So you pay the guy who pays the guy who kills the animals and that makes it fine? That's the rule? There needs to be 2 degrees of separation? The animal is being killed because you created the demand. The guy wouldn't have paid the guy if you weren't going to pay him.
Edit: oh you're a troll. And a reasonably funny troll to tbh.
Edit Edit: I'm not correcting "to tbh" because it's really funny
you pay the guy who pays the guy who kills the animals
most people don't do that, either. meat packers will get it from the abattoirs, who will then sell it to suppliers, and there might be two or three suppliers before anyone sells it to a grocer or restaurant.
the animal isn't killed because i create demand, except for meanings of "cause" that don't require a causal relationship.
I don't mean it as an ad hominem. I just thought that argument was so silly you must be joking. Your argument makes hiring hitmen permissible so long as there's at least one middle man. Unless I've misinterpreted you.
they can't know that. knowledge is a justified true belief. since the future has not happened, it has no truth value, and, as such, future knowledge is impossible. they do not know whether i will purchase meat in the future. qed
So hypothetically - if everyone in the world stopped buying and eating meat tomorrow you are of the opinion that the animal ag industry will continue killing animals well into the future without any income or incentive to do so?
An event in the present (purchasing animal products) will financially support and incentivise people to kill animals in the future.
if everyone in the world stopped buying and eating meat tomorrow you are of the opinion that the animal ag industry will continue killing animals well into the future without any income or incentive to do so
that's a strawman. it is not what i said at all. i'm talking about causation and linear time.
But people wanting to consume animal products is what causes people to kill them. It doesn't matter if your present want didn't cause the death of whatever animal you're eating, it will cause the death of the next one.
But people wanting to consume animal products is what causes people to kill them.

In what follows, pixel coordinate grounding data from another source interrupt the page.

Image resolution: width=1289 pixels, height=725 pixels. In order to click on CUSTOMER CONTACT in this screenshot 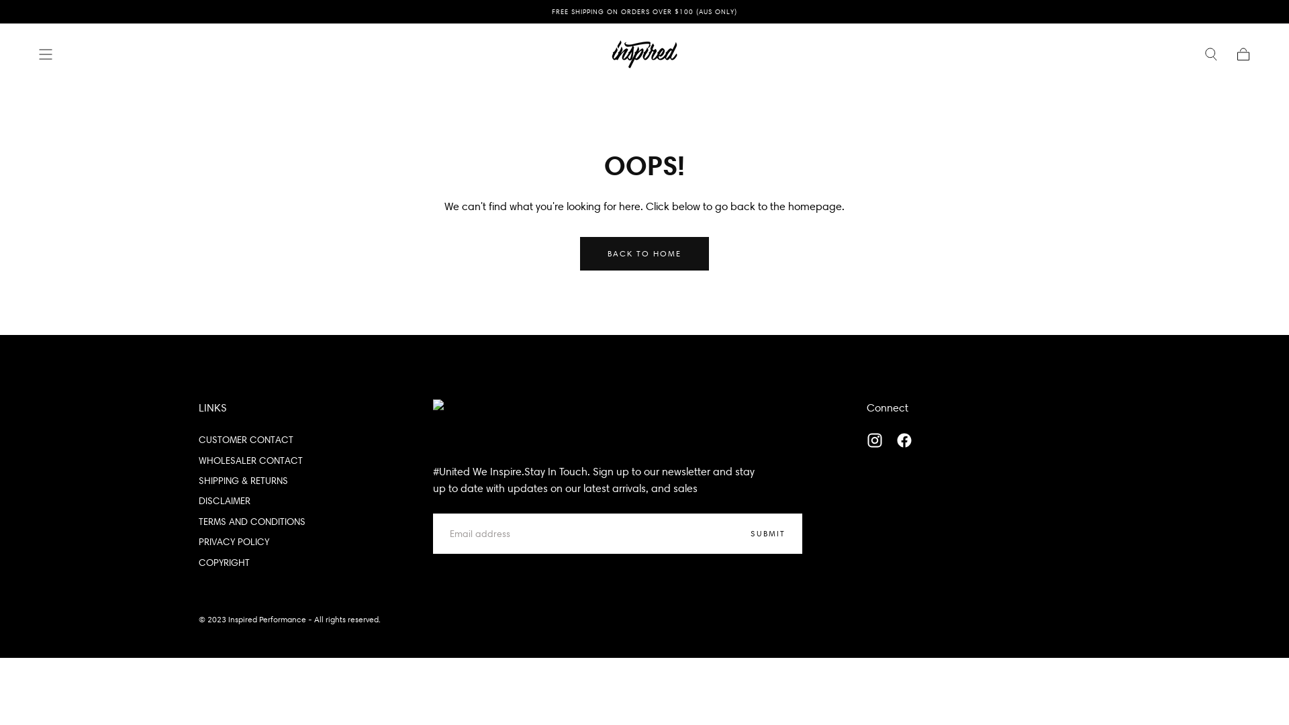, I will do `click(252, 440)`.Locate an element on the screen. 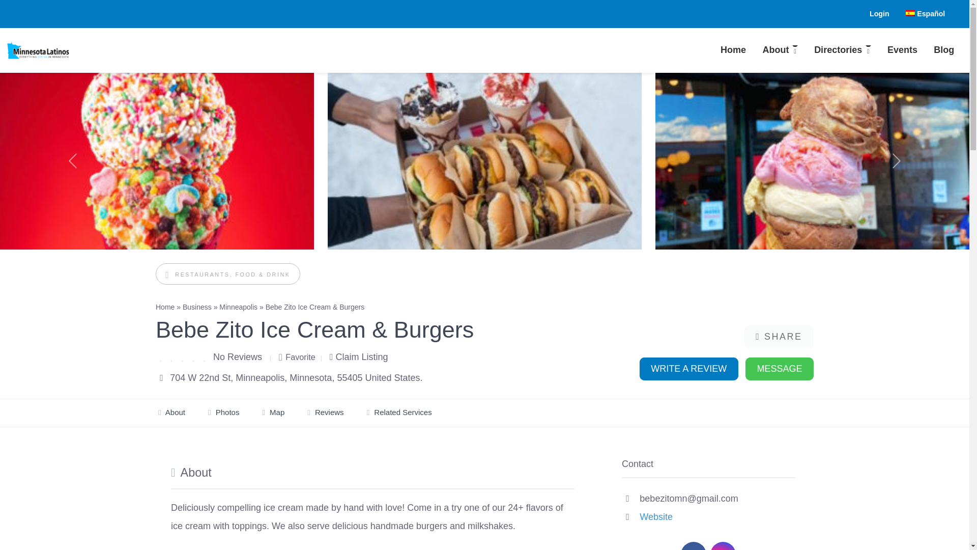 The width and height of the screenshot is (977, 550). Directories is located at coordinates (843, 50).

no, it's not. the only thing that can be said to cause the actions of a free agent is their own will. you are denying the free will of the people in the industry, but insisting that i be responsible for their actions. if they don't have free will, then what makes you think i do?
Things are more complex than that, though. Imagine if I need some wood and I come across someone who has an axe. The man has no incentive to cut a tree down. I say to him I will give him three ponies to cut the tree down for me and he agrees. Who has caused the tree to be cut down? Everyone has free will in this situation and I would argue both parties are responsible and share the blame. If either party were removed from the equation the tree would stay standing.
this just isn't analogous to how the system works, anyway. the financiers are operating with (calculated) risk, and willing to pay for meat from suppliers without a contract in place to sell it. to make this fit your analogy, the woodsman would need to just chop up trees and hope you come buy some wood.
my understanding of linear time, causation, and human behavior has led me to my current position. if you think you know something i don't, i'd love to hear it.
That's not how hypotheticals work. It's just meant to expose the flaw in your logic. In this case you're arguing that demand for a product is not related to supply. That when dvds came out and nobody wanted a vhs player anymore everyone kept making vhs players anyway because 'that's not causal'.
i also explained that free agent's actions can only be said to be caused by their own will. that means that "demand" can never cause "supply" (nor, truly, the other way around), since both those terms actually reflect the willful actions of free agents.